Sunday, April 4, 2010

Do you really think Jesus rose from the dead?


Dear Rev. Know it all,
The Christian religion is so primitive. This myth of the dying and rising god permeates ancient religions and is only symbolic. Science has proven that dead bodies cannot be brought back to life. I celebrate Easter because it is a beautiful celebration of the power of nature, a celebration of the Goddess in all her power and splendor. Perhaps there is some kind of survival of death, or cosmic consciousness, but resurrection? Really! To believe in an impossibility without a shred of evidence is the height of gullibility.
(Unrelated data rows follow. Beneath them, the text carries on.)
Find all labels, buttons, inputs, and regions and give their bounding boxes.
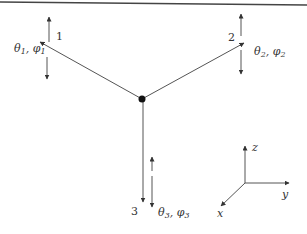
member-3-dof-label: θ3, φ3: [158, 206, 190, 220]
member-2-label: 2: [228, 31, 235, 44]
y-axis-label: y: [281, 188, 289, 201]
center-node: [139, 96, 146, 103]
top-rule: [0, 2, 307, 5]
z-axis-label: z: [251, 141, 258, 154]
coordinate-axes: z y x: [217, 141, 289, 220]
member-3: 3 θ3, φ3: [131, 99, 190, 220]
member-3-label: 3: [131, 205, 138, 218]
member-1-label: 1: [56, 30, 63, 43]
member-2-dof-label: θ2, φ2: [254, 45, 286, 59]
x-axis-arrow: [221, 183, 245, 206]
member-2: 2 θ2, φ2: [142, 14, 286, 99]
joint-diagram: 1 θ1, φ1 2 θ2, φ2 3 θ3, φ3 z y x: [0, 0, 307, 234]
member-1: 1 θ1, φ1: [14, 17, 142, 99]
member-1-dof-label: θ1, φ1: [14, 42, 46, 56]
x-axis-label: x: [217, 207, 224, 220]
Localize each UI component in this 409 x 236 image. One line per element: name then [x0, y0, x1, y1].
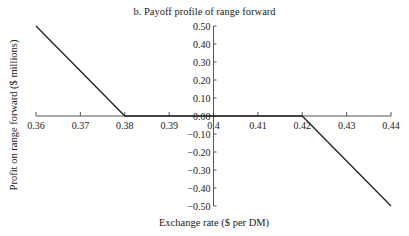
payoff-chart: 0.360.370.380.390.40.410.420.430.44 0.50…	[0, 0, 409, 236]
x-tick-label: 0.44	[382, 120, 400, 131]
y-tick-label: −0.20	[187, 147, 210, 158]
y-tick-label: 0.10	[193, 93, 211, 104]
y-tick-label: 0.30	[193, 57, 211, 68]
y-tick-label: 0.20	[193, 75, 211, 86]
y-tick-label: −0.10	[187, 129, 210, 140]
x-tick-label: 0.39	[160, 120, 178, 131]
x-axis-label: Exchange rate ($ per DM)	[159, 217, 269, 228]
y-tick-label: −0.50	[187, 201, 210, 212]
y-tick-label: −0.30	[187, 165, 210, 176]
y-axis-label: Profit on range forward ($ millions)	[8, 40, 19, 191]
x-tick-label: 0.38	[116, 120, 134, 131]
x-tick-label: 0.41	[249, 120, 267, 131]
y-tick-label: 0.40	[193, 39, 211, 50]
x-tick-label: 0.36	[27, 120, 45, 131]
x-tick-label: 0.37	[72, 120, 90, 131]
y-tick-label: 0.50	[193, 21, 211, 32]
y-tick-label: −0.40	[187, 183, 210, 194]
x-tick-label: 0.43	[338, 120, 356, 131]
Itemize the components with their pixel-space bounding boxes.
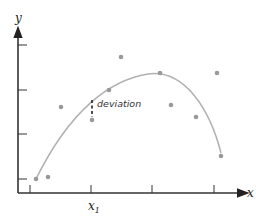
fitted-curve	[36, 74, 221, 179]
data-point	[158, 71, 163, 76]
y-axis-ticks	[18, 45, 27, 179]
y-axis-label: y	[14, 11, 22, 25]
deviation-label: deviation	[97, 98, 141, 109]
data-point	[219, 154, 224, 159]
x-axis-label: x	[247, 186, 254, 200]
data-point	[46, 175, 51, 180]
data-point	[215, 71, 220, 76]
data-point	[107, 88, 112, 93]
x-axis-ticks	[30, 185, 214, 193]
scatter-with-fitted-curve: y x x1 deviation	[0, 0, 256, 217]
data-point	[169, 103, 174, 108]
x1-tick-label: x1	[88, 199, 100, 215]
data-point	[194, 115, 199, 120]
data-point	[90, 118, 95, 123]
data-points	[34, 55, 224, 182]
data-point	[34, 177, 39, 182]
data-point	[119, 55, 124, 60]
data-point	[59, 105, 64, 110]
You traditional Catholics make this beautiful spring festival of life and fertility more like something from a Frankenstein movie.
Yours faithlessly,
Dr. Agnes Tick
Professor of Feminist Studies
Bathsheba Bible College

Dear Dr. Tick,
I would venture that there are shreds of evidence, like a group of men and women, many of whom died violent deaths refusing to deny that they had seen Jesus of Nazareth risen from the dead. Their testimony transformed the world. There are still events that don’t conform to the laws of science, such as Fatima and Lourdes and Zeitoun. There is also the nearness of the Lord available to believers, but I don’t expect you to accept any of these. To do so, you must rely on the witness of others. Still, there is something that one can actually touch and see and examine under a microscope: the Shroud of Turin. I can here you laughing all the way from your tenured teaching chair. After all, wasn’t the Shroud proven a fake by carbon dating in 1988? Herein lies the problem with tenure in institutions of higher learning. Once a person is in for life, he, or she, need never have a new idea — intellectual curiosity becomes optional. The pope should be so infallible!
Let me tell you the latest. Dr. Ray Rogers of Los Alamos National Laboratory was the head of chemistry experiments for the Shroud of Turin Research Project that performed scientific tests of the shroud in 1978. When carbon dating put the origin of the Shroud at around 1300 AD, he gave up on the Shroud. The case was closed. Science had spoken. When some tried to explain why the carbon dating was wrong, Dr. Rogers became angry at these nut-cases who couldn’t accept the verdict of hard science. He was particularly angry at Joseph Marino and his wife Sue Benford. In the year 2000 they claimed that there had been a repair attempt in the area of the Shroud from which the testing samples had been taken. They concluded that the Carbon 14 tests were done on a medieval patch, not on the actual Shroud. Dr. Rogers knew he could prove them wrong. He actually had small pieces of the Shroud from the test area. He examined his samples and was thunderstruck by what he saw. A couple of non-academics had been right.
The cloth examined by some of the world’s most prestigious laboratories was made of cotton. The Shroud is made of linen. Dr. Rogers could actually see where the linen and cotton threads had been spliced together and dyed to match the rest of the Shroud. He submitted his work to review by fellow chemists. His article in the scientific journal Thermochimica Acta (Jan. 20,2005) is the one of the few peer reviewed articles on the subject. In 2008, at Dr. Rogers’ request, a team of nine scientists at the Los Alamos National Laboratory headed by Dr. Robert Villarreal proved the carbon dating invalid. Villarrea. wrote, “The age-dating process failed to recognize one of the first rules of analytical chemistry that any sample taken for characterization of an area... must...be representative of the whole."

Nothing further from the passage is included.